Excerpts: “Global Crossing’s Leo Hindery for Hire: Quits After Just 10 Mos.”
- A year later, he repeated the fix-and-flip process at Global Crossing by packaging its fiber optic Internet pipelines and selling them to Exodus Communications for $6.1 billion. That gave Hindery a profit of $205 million for his 10 months of work there.
- Global Crossing’s stock sank to a new low yesterday on news of his departure, falling 10 percent to $21.44, off $2.44. The shares had hit a 52-week high back in February when Hindery first landed at the company.

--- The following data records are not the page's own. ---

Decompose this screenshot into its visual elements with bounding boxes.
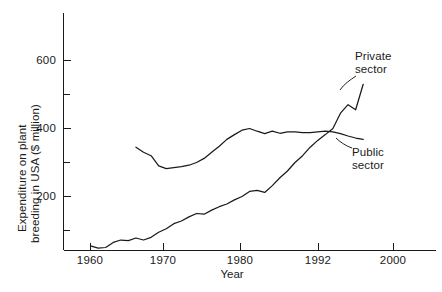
y-axis-title-line-1: Expenditure on plant: [16, 125, 28, 233]
x-axis-ticks: [91, 243, 394, 251]
x-tick-label-1992: 1992: [305, 254, 331, 266]
series-annotation-private-line-2: sector: [355, 63, 392, 76]
series-annotation-public-line-1: Public: [352, 146, 384, 159]
y-axis-ticks: [64, 61, 72, 231]
x-axis-title: Year: [220, 268, 243, 280]
axes-group: [64, 13, 437, 251]
x-tick-label-1980: 1980: [227, 254, 253, 266]
x-tick-label-1970: 1970: [150, 254, 176, 266]
leader-line-public: [336, 138, 352, 148]
series-annotation-public-line-2: sector: [352, 159, 384, 172]
series-annotation-private-sector: Private sector: [355, 50, 392, 75]
leader-line-private: [340, 76, 356, 90]
x-tick-label-2000: 2000: [380, 254, 406, 266]
expenditure-line-chart: 600 400 200 1960 1970 1980 1992 2000 Yea…: [0, 0, 442, 292]
series-line-private-sector: [91, 84, 364, 248]
series-line-public-sector: [136, 129, 363, 169]
series-annotation-private-line-1: Private: [355, 50, 392, 63]
x-tick-label-1960: 1960: [77, 254, 103, 266]
series-annotation-public-sector: Public sector: [352, 146, 384, 171]
data-series-group: [91, 84, 364, 248]
y-axis-title-line-2: breeding in USA ($ million): [29, 104, 41, 243]
y-axis-title: Expenditure on plant breeding in USA ($ …: [2, 0, 42, 292]
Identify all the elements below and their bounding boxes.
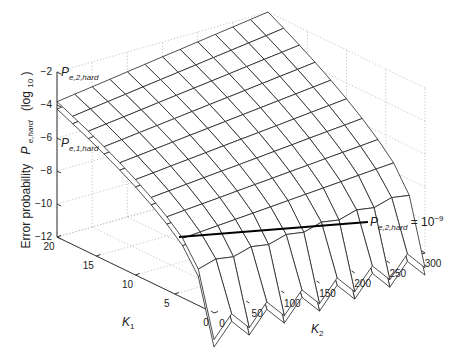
mesh-surfaces: [57, 12, 425, 347]
k2-tick-label: 250: [389, 268, 406, 279]
z-tick: [57, 204, 61, 206]
k1-tick-label: 15: [83, 260, 95, 271]
k1-tick: [175, 293, 179, 295]
z-axis-label: Error probability P e,hard (log 10 ): [19, 71, 36, 248]
k2-tick: [422, 251, 425, 253]
surface-plot: −12−10−8−6−4−205101520050100150200250300…: [0, 0, 458, 349]
z-label-unit-close: ): [19, 71, 33, 75]
z-label-sub: e,hard: [26, 120, 35, 143]
z-label-main: Error probability: [19, 164, 33, 249]
k2-label-sub: 2: [319, 329, 324, 338]
z-label-unit: (log: [19, 91, 33, 111]
k1-label-sub: 1: [130, 322, 135, 331]
series-label-pe2: Pe,2,hard: [61, 65, 99, 82]
k2-tick-label: 150: [319, 288, 336, 299]
k1-tick: [136, 274, 140, 276]
z-tick-label: −2: [41, 66, 53, 77]
svg-text:Error probability P: Error probability P e,hard (log 10 ): [19, 71, 36, 248]
z-tick-label: −4: [41, 99, 53, 110]
z-tick-label: −8: [41, 165, 53, 176]
k2-axis-label: K2: [311, 322, 324, 338]
z-tick: [57, 171, 61, 173]
k1-tick: [96, 255, 100, 257]
z-tick-label: −10: [35, 198, 52, 209]
z-tick-label: −6: [41, 132, 53, 143]
z-label-sym: P: [19, 146, 33, 154]
k2-tick-label: 0: [219, 318, 225, 329]
k1-tick: [57, 236, 61, 238]
k1-tick-label: 5: [164, 298, 170, 309]
k2-tick-label: 300: [425, 258, 442, 269]
k1-axis-label: K1: [122, 315, 135, 331]
k1-tick-label: 20: [43, 241, 55, 252]
k2-tick-label: 200: [354, 278, 371, 289]
k2-tick-label: 50: [252, 308, 264, 319]
z-label-unit-sub: 10: [26, 78, 35, 87]
k1-tick-label: 0: [203, 317, 209, 328]
k2-tick-label: 100: [284, 298, 301, 309]
k1-tick-label: 10: [122, 279, 134, 290]
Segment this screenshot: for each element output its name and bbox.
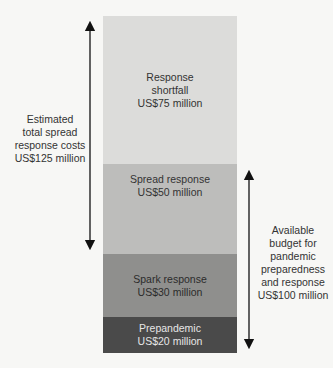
segment-label: Response [146, 71, 193, 84]
segment-label: Spread response [130, 173, 210, 186]
annotation-line: US$125 million [14, 152, 86, 165]
segment-prepandemic: Prepandemic US$20 million [103, 317, 237, 353]
right-annotation: Available budget for pandemic preparedne… [254, 224, 332, 302]
segment-spread-response: Spread response US$50 million [103, 164, 237, 254]
annotation-line: Estimated [14, 113, 86, 126]
segment-value: US$50 million [130, 186, 210, 199]
segment-label: shortfall [152, 84, 189, 97]
left-annotation: Estimated total spread response costs US… [14, 113, 86, 165]
annotation-line: pandemic [254, 250, 332, 263]
segment-spark-response: Spark response US$30 million [103, 254, 237, 317]
annotation-line: preparedness [254, 263, 332, 276]
annotation-line: US$100 million [254, 289, 332, 302]
segment-label: Spark response [133, 273, 207, 286]
annotation-line: Available [254, 224, 332, 237]
annotation-line: total spread [14, 126, 86, 139]
segment-value: US$20 million [138, 335, 203, 348]
segment-value: US$30 million [138, 286, 203, 299]
annotation-line: and response [254, 276, 332, 289]
annotation-line: response costs [14, 139, 86, 152]
segment-value: US$75 million [138, 97, 203, 110]
segment-label: Prepandemic [139, 322, 201, 335]
annotation-line: budget for [254, 237, 332, 250]
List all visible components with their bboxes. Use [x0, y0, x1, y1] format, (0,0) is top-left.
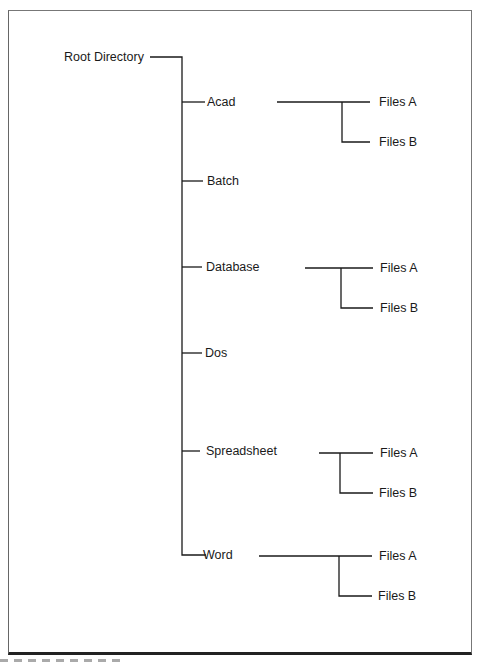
node-database-files-a: Files A: [380, 261, 418, 275]
node-acad-files-b: Files B: [379, 135, 417, 149]
node-database-files-b: Files B: [380, 301, 418, 315]
node-spreadsheet: Spreadsheet: [206, 444, 277, 458]
node-word-files-a: Files A: [379, 549, 417, 563]
node-word-files-b: Files B: [378, 589, 416, 603]
node-spreadsheet-files-b: Files B: [379, 486, 417, 500]
node-dos: Dos: [205, 346, 227, 360]
node-root: Root Directory: [64, 50, 144, 64]
node-database: Database: [206, 260, 260, 274]
node-word: Word: [203, 548, 233, 562]
node-spreadsheet-files-a: Files A: [380, 446, 418, 460]
node-batch: Batch: [207, 174, 239, 188]
node-acad-files-a: Files A: [379, 95, 417, 109]
trunk-line: [150, 57, 206, 555]
node-acad: Acad: [207, 95, 236, 109]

- Replacing him as CEO is the company’s vice chairman, lawyer Tom Clancy, 48. Global Crossing’s billionaire founder and chairman, California merchant-banker Gary Winnick, 51, will remain chairman.

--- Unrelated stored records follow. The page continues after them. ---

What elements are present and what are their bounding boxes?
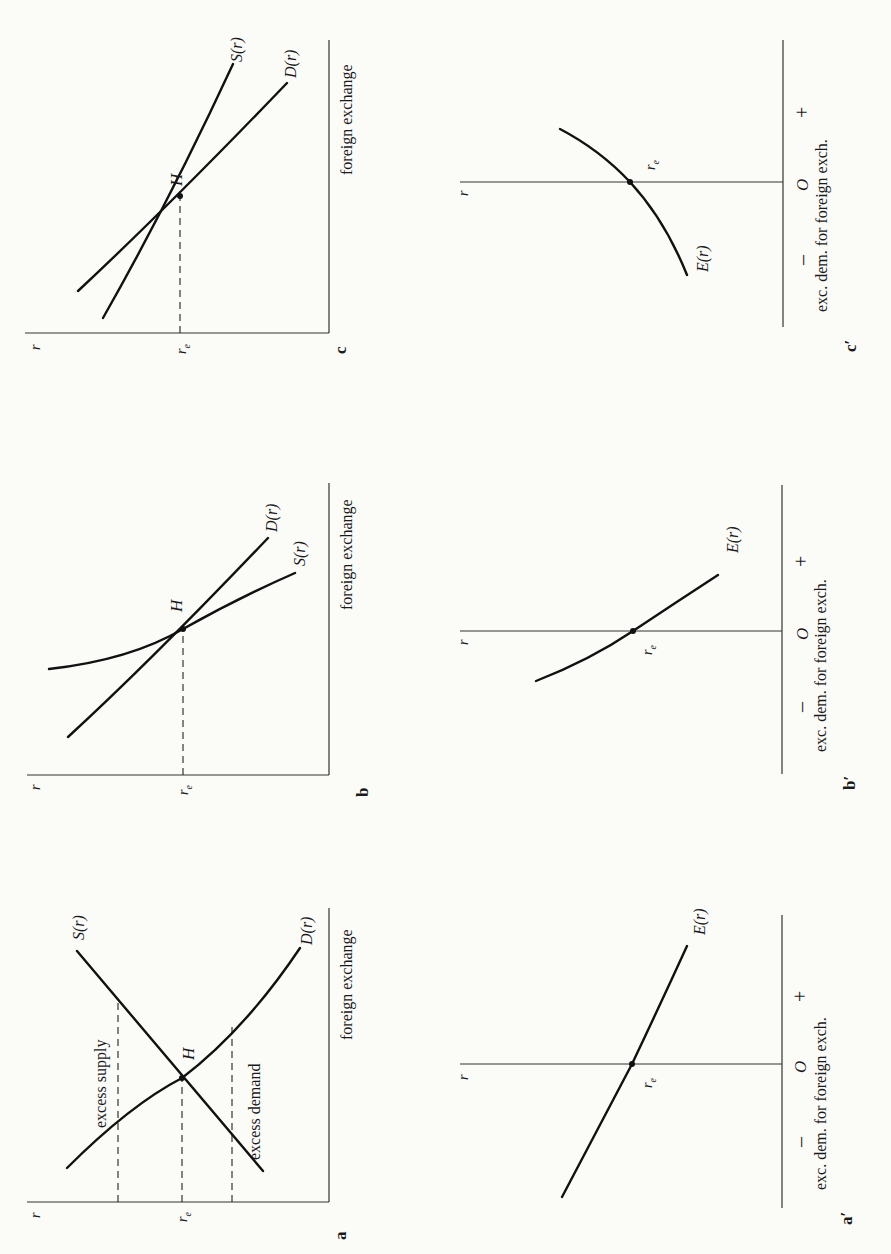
excess-demand-curve-label: E(r) bbox=[724, 526, 742, 554]
equilibrium-point bbox=[629, 1061, 635, 1067]
equilibrium-rate-label: re bbox=[176, 785, 194, 795]
equilibrium-rate-label: re bbox=[640, 1078, 658, 1088]
panel-b-prime: E(r) re r O – + exc. dem. for foreign ex… bbox=[456, 485, 859, 790]
origin-label: O bbox=[793, 628, 812, 640]
panel-b: H D(r) S(r) foreign exchange r re b bbox=[27, 483, 372, 797]
plus-sign: + bbox=[790, 556, 812, 567]
panel-c: H S(r) D(r) foreign exchange r re c bbox=[25, 37, 356, 354]
equilibrium-rate-label: re bbox=[175, 1212, 193, 1222]
origin-label: O bbox=[791, 1061, 810, 1073]
minus-sign: – bbox=[789, 1136, 811, 1148]
supply-curve bbox=[103, 64, 233, 318]
origin-label: O bbox=[793, 179, 812, 191]
x-axis-label: foreign exchange bbox=[338, 499, 356, 610]
r-axis-label: r bbox=[456, 190, 471, 196]
equilibrium-point-label: H bbox=[167, 598, 186, 613]
x-axis-label: exc. dem. for foreign exch. bbox=[812, 1017, 830, 1190]
supply-curve-label: S(r) bbox=[70, 915, 88, 940]
excess-supply-label: excess supply bbox=[92, 1040, 110, 1128]
equilibrium-point bbox=[630, 628, 636, 634]
r-axis-label: r bbox=[28, 1212, 43, 1218]
r-axis-label: r bbox=[456, 639, 471, 645]
x-axis-label: foreign exchange bbox=[338, 64, 356, 175]
equilibrium-point bbox=[180, 626, 186, 632]
supply-curve bbox=[49, 573, 295, 669]
excess-demand-curve bbox=[536, 575, 718, 681]
minus-sign: – bbox=[791, 254, 813, 266]
plus-sign: + bbox=[791, 107, 813, 118]
demand-curve-label: D(r) bbox=[263, 504, 281, 533]
excess-demand-label: excess demand bbox=[246, 1064, 263, 1160]
plus-sign: + bbox=[789, 991, 811, 1002]
equilibrium-point bbox=[627, 179, 633, 185]
equilibrium-point bbox=[179, 1075, 185, 1081]
panel-a: H S(r) D(r) excess supply excess demand … bbox=[27, 908, 356, 1240]
excess-demand-curve-label: E(r) bbox=[694, 245, 712, 273]
figure-canvas: H S(r) D(r) foreign exchange r re c H D(… bbox=[0, 0, 891, 1254]
minus-sign: – bbox=[790, 701, 812, 713]
demand-curve-label: D(r) bbox=[298, 917, 316, 946]
supply-curve-label: S(r) bbox=[228, 37, 246, 62]
r-axis-label: r bbox=[28, 784, 43, 790]
x-axis-label: foreign exchange bbox=[338, 929, 356, 1040]
demand-curve bbox=[78, 83, 287, 291]
panel-label: b′ bbox=[840, 776, 859, 790]
equilibrium-point-label: H bbox=[167, 172, 186, 187]
panel-a-prime: E(r) re r O – + exc. dem. for foreign ex… bbox=[456, 908, 856, 1225]
equilibrium-rate-label: re bbox=[174, 344, 192, 354]
panel-label: b bbox=[353, 788, 372, 797]
equilibrium-rate-label: re bbox=[640, 645, 658, 655]
equilibrium-point-label: H bbox=[179, 1046, 198, 1061]
x-axis-label: exc. dem. for foreign exch. bbox=[812, 579, 830, 752]
excess-demand-curve bbox=[560, 129, 687, 275]
excess-demand-curve bbox=[562, 946, 687, 1197]
x-axis-label: exc. dem. for foreign exch. bbox=[813, 139, 831, 312]
panel-label: c′ bbox=[841, 340, 860, 352]
r-axis-label: r bbox=[456, 1074, 471, 1080]
panel-label: a bbox=[331, 1231, 350, 1240]
demand-curve-label: D(r) bbox=[282, 50, 300, 79]
supply-curve-label: S(r) bbox=[291, 541, 309, 566]
excess-demand-curve-label: E(r) bbox=[691, 908, 709, 936]
equilibrium-rate-label: re bbox=[643, 160, 661, 170]
panel-label: c bbox=[331, 346, 350, 354]
equilibrium-point bbox=[177, 193, 183, 199]
r-axis-label: r bbox=[28, 344, 43, 350]
panel-c-prime: E(r) re r O – + exc. dem. for foreign ex… bbox=[456, 40, 860, 352]
panel-label: a′ bbox=[837, 1212, 856, 1225]
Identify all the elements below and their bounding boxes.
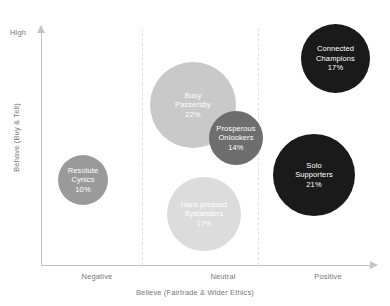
bubble-prosperous-onlookers[interactable]: Prosperous Onlookers 14%: [209, 111, 263, 165]
bubble-chart: High Behave (Buy & Tell) Negative Neutra…: [0, 0, 390, 306]
bubble-prosperous-onlookers-label: Prosperous Onlookers 14%: [214, 124, 257, 153]
bubble-hard-pressed-bystanders-name-line1: Hard-pressed: [181, 200, 228, 210]
y-axis-tick-high: High: [10, 28, 26, 37]
bubble-hard-pressed-bystanders[interactable]: Hard-pressed Bystanders 17%: [167, 177, 241, 251]
y-axis-title: Behave (Buy & Tell): [12, 78, 21, 198]
x-axis-tick-neutral: Neutral: [183, 272, 263, 281]
gridline-neutral-left: [142, 28, 144, 265]
y-axis-line: [41, 32, 42, 266]
x-axis-tick-positive: Positive: [288, 272, 368, 281]
bubble-connected-champions-value: 17%: [316, 63, 355, 73]
bubble-busy-passersby-name-line2: Passersby: [175, 100, 211, 110]
bubble-hard-pressed-bystanders-label: Hard-pressed Bystanders 17%: [179, 200, 230, 229]
bubble-prosperous-onlookers-value: 14%: [216, 143, 255, 153]
bubble-hard-pressed-bystanders-name-line2: Bystanders: [181, 209, 228, 219]
bubble-hard-pressed-bystanders-value: 17%: [181, 219, 228, 229]
x-axis-arrow-icon: [370, 261, 378, 269]
bubble-resolute-cynics-name-line2: Cynics: [68, 175, 98, 185]
bubble-solo-supporters-name-line1: Solo: [295, 161, 333, 171]
bubble-connected-champions-name-line1: Connected: [316, 44, 355, 54]
bubble-resolute-cynics-label: Resolute Cynics 10%: [66, 166, 100, 195]
bubble-solo-supporters-name-line2: Supporters: [295, 170, 333, 180]
bubble-connected-champions-name-line2: Champions: [316, 54, 355, 64]
bubble-prosperous-onlookers-name-line2: Onlookers: [216, 133, 255, 143]
bubble-connected-champions[interactable]: Connected Champions 17%: [301, 24, 370, 93]
bubble-connected-champions-label: Connected Champions 17%: [314, 44, 357, 73]
x-axis-line: [41, 265, 371, 266]
bubble-solo-supporters[interactable]: Solo Supporters 21%: [273, 134, 355, 216]
bubble-resolute-cynics-name-line1: Resolute: [68, 166, 98, 176]
bubble-solo-supporters-label: Solo Supporters 21%: [293, 161, 335, 190]
x-axis-tick-negative: Negative: [57, 272, 137, 281]
bubble-busy-passersby-name-line1: Busy: [175, 91, 211, 101]
y-axis-arrow-icon: [37, 25, 45, 33]
bubble-busy-passersby-value: 22%: [175, 110, 211, 120]
bubble-busy-passersby-label: Busy Passersby 22%: [173, 91, 213, 120]
x-axis-title: Believe (Fairtrade & Wider Ethics): [0, 288, 390, 297]
bubble-resolute-cynics[interactable]: Resolute Cynics 10%: [58, 155, 108, 205]
bubble-solo-supporters-value: 21%: [295, 180, 333, 190]
bubble-prosperous-onlookers-name-line1: Prosperous: [216, 124, 255, 134]
bubble-resolute-cynics-value: 10%: [68, 185, 98, 195]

- Hindery, an ex-Wall Streeter, joined Winnick’s Global Crossing group in January with a spinoff plan in his pocket. He first headed up its Internet services group, GlobalCenter, and in three months was promoted to CEO of the parent, Global Crossing.
- Hindery soon sold the Internet assets and almost had a deal to sell the company’s vast undersea fiber-optic cables to Germany’s telecommunications giant, Deutsche Telekom, but the sale never materialized.